King Leopold II has a different personality than OTL and gets massively interested in civil engineering, in particular dams. When he gains the Congo, he decides that in order to "civilise" the inhabitants, they need a dam on the Congo. Such a dam would bring enormous prestige to Leopold II as well. So King Leopold has plans drawn up to dam the Congo River and use it for hydroelectricity. The workforce is largely people conscripted from various villages in the Congo working in conditions akin to slavery.
Although it would make among the largest power stations in the world, the side-effects would be an insane carbon footprint (from drowning all that rainforest), an increase of malaria and earlier spread of HIV, a likely increase in ethnic tensions and internal conflict in Central Africa, and the potential of the dam being a target for terrorism (although nothing short of a nuclear bomb could possibly break the dam) with extreme consequences. The Congo Dam and the lake it creates would be one of the greatest symbols of colonialism and its impact on Africa.
On the bright side, the fact it generates so much power could be beneficial for the economy, and a canal connecting it to Lake Chad would refill that lake and be a good transport corridor, preventing the real threat of Lake Chad drying out which would have serious consequences. However, you could do both without needing such a massive lake.
Mass genocide, as they have no way to move the millions of people in the area of the lake. Nor have they any place to put the ones that do flee.
The lake would take almost a century to fill IIRC, so few people would drown. The displacement of millions would occur over generations.
I doubt the Belgians would want to make the lake that big, however, a much smaller lake seems possible. On the other hand, while I am certainly not an architect and have no expertise on this subject whatsoever, such a project seems a bit too advanced for the era of European colonialism, especially if a minor nation like Belgium if building it rather than the British and French, who would have more resources at their disposal to be utilized in such a project. Maybe with either US or Soviet backing (I think the DRC used to be a Soviet ally around the time of independence) the dam could be built once the DRC achieves independence, thus turning the nation into a regional economic powerhouse that would have plenty of electricity.
See the Grand Inga Dam project, which goes for a much saner hydro scheme which won't drown the entire area. That would be a highly beneficial project for Congo-Kinshasa.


## Task item
Your answer should consist of each line below that contains the string "Įneškite".

*** Opening Source data ***

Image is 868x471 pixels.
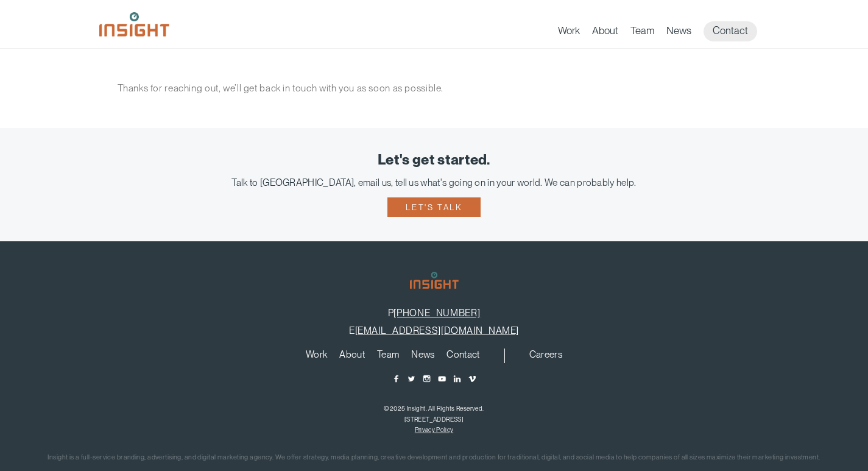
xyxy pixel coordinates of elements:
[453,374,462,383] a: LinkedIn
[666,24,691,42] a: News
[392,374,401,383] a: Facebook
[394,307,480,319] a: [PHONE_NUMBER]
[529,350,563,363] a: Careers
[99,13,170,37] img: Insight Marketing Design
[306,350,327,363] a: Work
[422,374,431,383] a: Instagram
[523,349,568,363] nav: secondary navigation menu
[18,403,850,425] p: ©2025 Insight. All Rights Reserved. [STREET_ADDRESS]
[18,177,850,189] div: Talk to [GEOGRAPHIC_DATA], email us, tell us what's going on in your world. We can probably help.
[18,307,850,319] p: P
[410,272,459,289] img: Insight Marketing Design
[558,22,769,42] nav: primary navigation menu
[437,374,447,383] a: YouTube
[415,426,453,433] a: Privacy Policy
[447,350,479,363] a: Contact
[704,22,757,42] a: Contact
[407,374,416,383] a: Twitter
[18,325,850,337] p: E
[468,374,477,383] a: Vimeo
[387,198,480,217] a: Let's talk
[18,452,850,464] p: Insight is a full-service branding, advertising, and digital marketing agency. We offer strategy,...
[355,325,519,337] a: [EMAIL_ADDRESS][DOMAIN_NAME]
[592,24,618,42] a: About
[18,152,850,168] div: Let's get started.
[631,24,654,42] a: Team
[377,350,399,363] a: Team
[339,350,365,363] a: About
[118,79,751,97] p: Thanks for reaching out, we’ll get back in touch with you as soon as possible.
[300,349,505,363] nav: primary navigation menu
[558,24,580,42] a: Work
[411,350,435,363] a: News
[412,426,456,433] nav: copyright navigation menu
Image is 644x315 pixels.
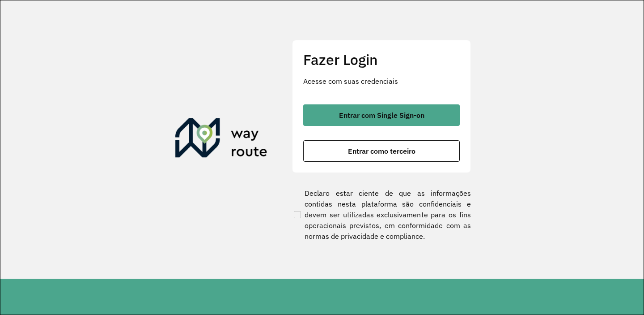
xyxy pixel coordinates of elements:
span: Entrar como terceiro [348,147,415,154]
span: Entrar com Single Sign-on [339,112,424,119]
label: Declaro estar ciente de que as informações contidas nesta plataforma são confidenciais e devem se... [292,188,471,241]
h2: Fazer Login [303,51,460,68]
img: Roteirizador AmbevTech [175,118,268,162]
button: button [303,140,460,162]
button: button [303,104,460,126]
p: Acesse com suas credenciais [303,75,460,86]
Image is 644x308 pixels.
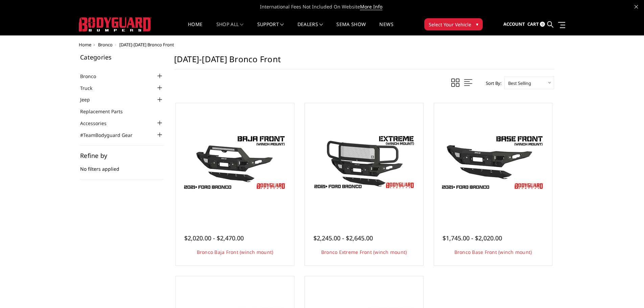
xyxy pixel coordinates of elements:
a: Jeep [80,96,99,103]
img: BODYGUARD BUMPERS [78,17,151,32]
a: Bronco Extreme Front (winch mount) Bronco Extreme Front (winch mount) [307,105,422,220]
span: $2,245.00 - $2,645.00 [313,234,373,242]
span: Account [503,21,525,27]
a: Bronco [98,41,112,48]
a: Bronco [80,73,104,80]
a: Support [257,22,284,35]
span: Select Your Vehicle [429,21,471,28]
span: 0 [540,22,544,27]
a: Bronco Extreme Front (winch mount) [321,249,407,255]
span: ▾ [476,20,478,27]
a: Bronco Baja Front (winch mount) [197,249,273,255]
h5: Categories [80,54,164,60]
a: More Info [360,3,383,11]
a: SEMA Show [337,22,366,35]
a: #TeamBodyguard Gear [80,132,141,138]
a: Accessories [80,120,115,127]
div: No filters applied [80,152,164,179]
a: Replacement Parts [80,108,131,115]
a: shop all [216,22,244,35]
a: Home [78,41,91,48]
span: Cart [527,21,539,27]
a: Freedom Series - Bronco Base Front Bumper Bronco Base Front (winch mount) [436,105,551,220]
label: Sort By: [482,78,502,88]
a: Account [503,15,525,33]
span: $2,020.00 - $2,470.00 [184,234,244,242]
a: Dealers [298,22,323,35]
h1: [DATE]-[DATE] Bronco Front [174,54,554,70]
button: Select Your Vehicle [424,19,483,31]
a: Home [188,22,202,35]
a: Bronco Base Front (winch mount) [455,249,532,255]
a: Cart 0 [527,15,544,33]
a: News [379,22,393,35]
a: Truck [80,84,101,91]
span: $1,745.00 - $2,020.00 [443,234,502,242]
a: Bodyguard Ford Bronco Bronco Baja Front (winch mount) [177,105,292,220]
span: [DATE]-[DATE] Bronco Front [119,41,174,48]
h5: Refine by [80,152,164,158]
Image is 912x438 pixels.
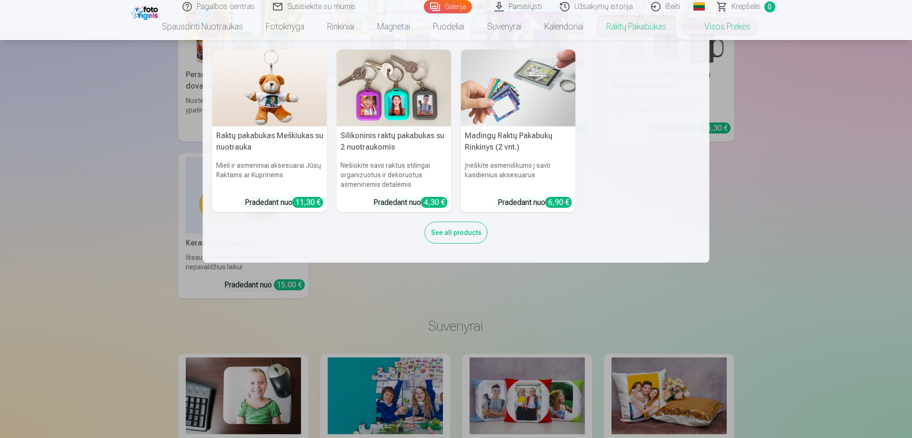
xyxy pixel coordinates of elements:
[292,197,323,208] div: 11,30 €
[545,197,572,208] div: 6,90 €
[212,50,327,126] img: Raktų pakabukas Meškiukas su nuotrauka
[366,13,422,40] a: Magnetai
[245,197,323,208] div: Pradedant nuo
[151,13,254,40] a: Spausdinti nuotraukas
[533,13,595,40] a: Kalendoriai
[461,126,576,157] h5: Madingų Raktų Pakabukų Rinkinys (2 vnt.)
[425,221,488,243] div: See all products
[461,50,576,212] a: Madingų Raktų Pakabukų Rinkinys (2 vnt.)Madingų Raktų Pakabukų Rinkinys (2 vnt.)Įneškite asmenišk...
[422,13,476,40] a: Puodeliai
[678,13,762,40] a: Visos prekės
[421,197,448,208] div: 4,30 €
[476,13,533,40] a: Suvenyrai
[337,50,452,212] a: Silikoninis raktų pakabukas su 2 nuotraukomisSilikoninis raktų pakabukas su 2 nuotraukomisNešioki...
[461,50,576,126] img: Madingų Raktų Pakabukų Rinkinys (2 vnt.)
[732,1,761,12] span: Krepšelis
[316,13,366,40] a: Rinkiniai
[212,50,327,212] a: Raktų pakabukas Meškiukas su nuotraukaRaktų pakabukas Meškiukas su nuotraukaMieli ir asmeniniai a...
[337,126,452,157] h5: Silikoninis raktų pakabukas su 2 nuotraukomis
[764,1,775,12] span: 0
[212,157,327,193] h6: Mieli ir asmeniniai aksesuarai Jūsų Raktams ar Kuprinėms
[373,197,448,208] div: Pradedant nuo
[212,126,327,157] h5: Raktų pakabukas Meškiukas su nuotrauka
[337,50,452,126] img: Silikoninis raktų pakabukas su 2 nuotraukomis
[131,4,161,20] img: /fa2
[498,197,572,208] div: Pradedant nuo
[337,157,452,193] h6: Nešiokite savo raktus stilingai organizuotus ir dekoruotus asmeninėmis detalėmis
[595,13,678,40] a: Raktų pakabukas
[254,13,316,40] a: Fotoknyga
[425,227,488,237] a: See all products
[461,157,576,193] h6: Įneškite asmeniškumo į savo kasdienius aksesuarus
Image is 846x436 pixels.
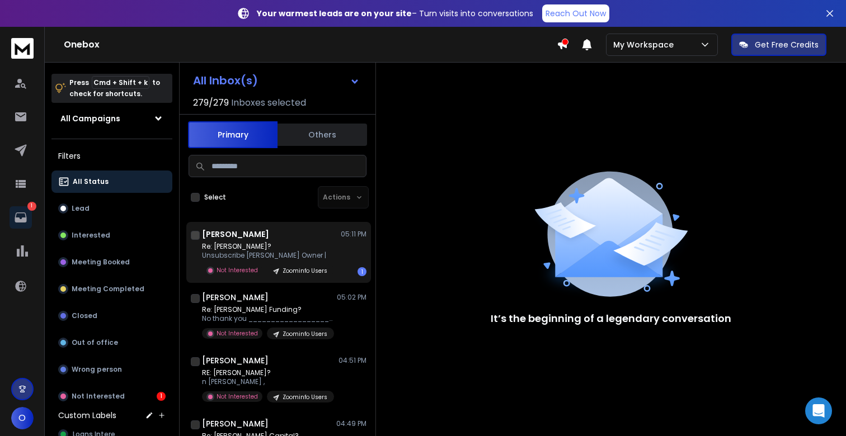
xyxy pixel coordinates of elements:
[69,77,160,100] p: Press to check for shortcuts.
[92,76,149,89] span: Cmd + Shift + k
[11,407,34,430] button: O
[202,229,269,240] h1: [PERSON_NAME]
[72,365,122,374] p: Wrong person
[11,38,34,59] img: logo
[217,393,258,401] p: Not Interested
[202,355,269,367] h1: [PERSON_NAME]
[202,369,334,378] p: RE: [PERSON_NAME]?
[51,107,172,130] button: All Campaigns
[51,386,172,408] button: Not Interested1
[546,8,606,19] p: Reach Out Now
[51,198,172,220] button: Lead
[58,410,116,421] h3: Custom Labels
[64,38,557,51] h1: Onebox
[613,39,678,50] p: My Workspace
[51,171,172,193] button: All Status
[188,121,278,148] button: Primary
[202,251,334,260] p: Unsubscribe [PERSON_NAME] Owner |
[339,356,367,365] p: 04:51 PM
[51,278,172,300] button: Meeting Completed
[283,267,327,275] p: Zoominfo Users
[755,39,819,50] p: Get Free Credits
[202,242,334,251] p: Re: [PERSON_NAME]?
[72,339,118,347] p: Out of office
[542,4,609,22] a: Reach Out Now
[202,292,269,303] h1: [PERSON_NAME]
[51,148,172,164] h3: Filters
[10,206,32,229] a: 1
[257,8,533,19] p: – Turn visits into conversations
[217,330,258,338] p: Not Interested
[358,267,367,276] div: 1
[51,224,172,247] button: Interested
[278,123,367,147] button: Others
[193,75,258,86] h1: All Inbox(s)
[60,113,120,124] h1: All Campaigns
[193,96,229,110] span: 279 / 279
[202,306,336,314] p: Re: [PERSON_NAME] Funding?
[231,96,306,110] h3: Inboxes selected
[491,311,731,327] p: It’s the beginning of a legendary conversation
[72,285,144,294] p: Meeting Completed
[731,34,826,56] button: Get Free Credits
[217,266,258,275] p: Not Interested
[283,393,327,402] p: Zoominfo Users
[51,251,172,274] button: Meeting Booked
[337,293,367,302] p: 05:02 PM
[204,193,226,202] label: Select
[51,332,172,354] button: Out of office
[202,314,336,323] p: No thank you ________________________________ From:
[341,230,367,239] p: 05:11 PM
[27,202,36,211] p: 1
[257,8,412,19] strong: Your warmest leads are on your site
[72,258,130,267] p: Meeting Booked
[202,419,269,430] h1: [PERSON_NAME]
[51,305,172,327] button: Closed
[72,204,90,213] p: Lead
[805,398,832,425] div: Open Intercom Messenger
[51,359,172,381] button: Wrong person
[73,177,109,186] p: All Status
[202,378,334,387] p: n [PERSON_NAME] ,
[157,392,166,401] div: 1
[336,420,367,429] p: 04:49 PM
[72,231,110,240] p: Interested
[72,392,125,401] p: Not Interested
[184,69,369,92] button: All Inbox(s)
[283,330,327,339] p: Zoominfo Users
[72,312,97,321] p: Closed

*** Closing Source data ***

## Result below
[461,50,576,212] a: Madingų Raktų Pakabukų Rinkinys (2 vnt.)Madingų Raktų Pakabukų Rinkinys (2 vnt.)Įneškite asmenišk...
[461,157,576,193] h6: Įneškite asmeniškumo į savo kasdienius aksesuarus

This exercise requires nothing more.